JOINT BASE PEARL HARBOR-HICKAM, Hawaii – Defense Secretary Jim Mattis announced Wednesday that he is renaming U.S. Pacific Command to U.S. Indo-Pacific Command, in recognition of the “increasing connectivity” between the Indian and Pacific Oceans.
“Over many decades, this command has repeatedly adapted to changing circumstance and today carries that legacy forward as America focuses West,” Mattis said at Joint Base Pearl Harbor-Hickam.
Mattis made the announcement at a ceremony marking a change of command at Pacific Command (Pacom) from Pacom Commander Adm. Harry Harris to new Indo-Pacom Commander Adm. Philip Davidson.
The name change reflects the Trump administration’s focus on the Asia Pacific as a priority theater, and concern with China’s increasing deployment of weapons to disputed territories in the South China Sea.
While the Obama administration announced an Asia “pivot” or “rebalance,” the wars in Iraq and Afghanistan ultimately took precedence over that plan throughout the president’s tenure.
Trump Pentagon officials say that instead of saying the U.S. is going back to anything, they are stating what the reality is.
“Having grown up in Washington state, one of five with a Pacific Ocean coastline, and looking out over the vast expanse of ocean during yesterday’s flight, I was reminded that the United States is today and has been for two centuries a Pacific nation,” Mattis said at the ceremony.

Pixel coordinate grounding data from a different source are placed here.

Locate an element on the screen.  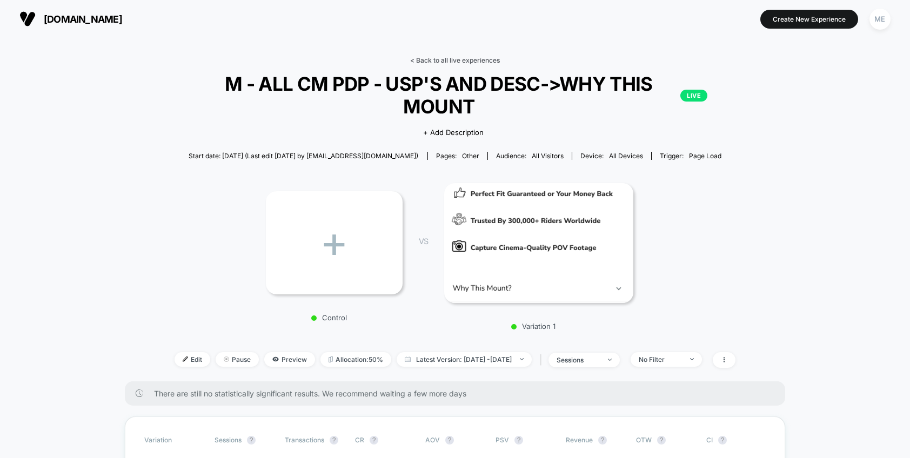
span: OTW is located at coordinates (665, 440).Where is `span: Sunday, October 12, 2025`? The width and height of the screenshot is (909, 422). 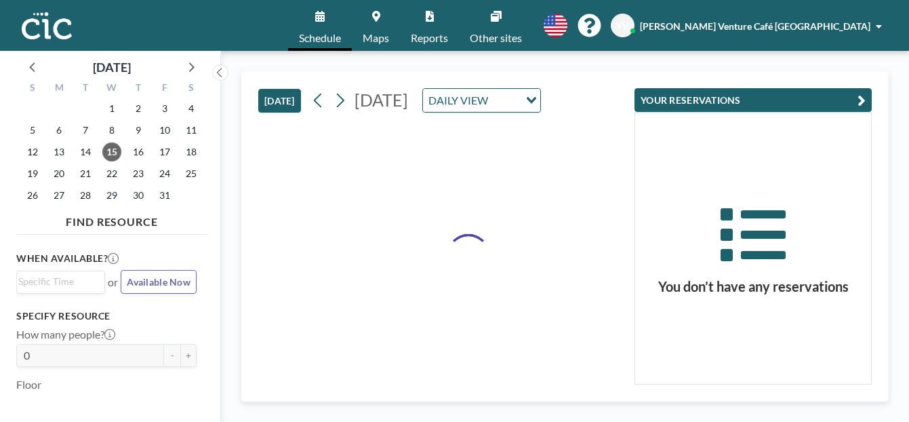 span: Sunday, October 12, 2025 is located at coordinates (33, 152).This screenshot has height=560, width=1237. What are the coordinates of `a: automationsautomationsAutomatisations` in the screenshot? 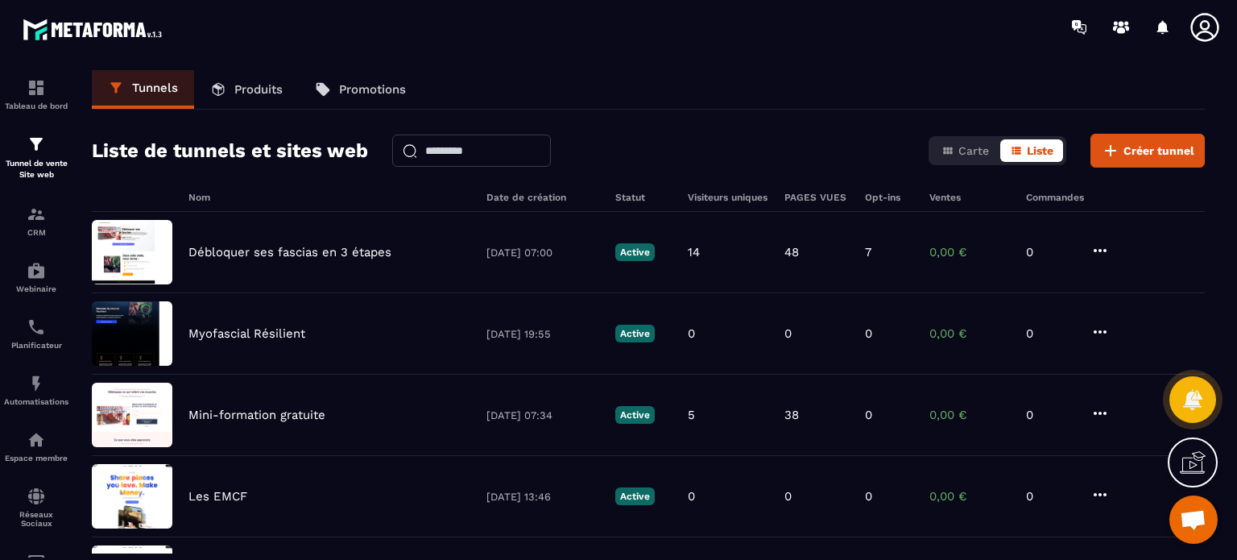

“America’s national defense strategy, a roadmap for America’s military, acknowledges this reality, taking a clear-eyed look at the world as it is, not how we would wish it to be,” he said.
The Trump administration’s National Security Strategy named China a strategic competitor, and the Pentagon’s National Defense Strategy has focused on competition with China and Russia.
Mattis did not mention China, but referenced its One Belt One Road initiative, which lends developing nations large sums of money to build infrastructure China could potentially seize if the often strict loan repayment terms are not met.
“America’s vision is shared by most nations in the region,” Mattis said. “A region open to investment and free, fair, and reciprocal trade not bound by any nation’s predatory economics or threat of coercion, for the Indo-Pac has many belts and many roads,” he said.
Mattis said the National Defense Strategy, is not a “strategy of confrontation,” however. “Rather, it is a balance of idealism, pragmatism, and cooperation.”
“We will continue to seek opportunities for cooperation and open dialogue with our competitors when it aligns with our international interests and the interests of allies, partners and stability – and always seeking peace from a position of strength,” he said.
Harris, who is nominated to become the next U.S. Ambassador to South Korea, said at the ceremony that North Korea was the most “imminent threat,” but China was the biggest “long-term” challenge.
“Great power competition is back,” he said.
The name change will almost certainly roil China, but U.S. officials downplay that it is directed at China and say it is a reflection of the reality that the U.S. is a Pacific nation with five states that border the Pacific Ocean and a number of U.S. allies in the Asia Pacific.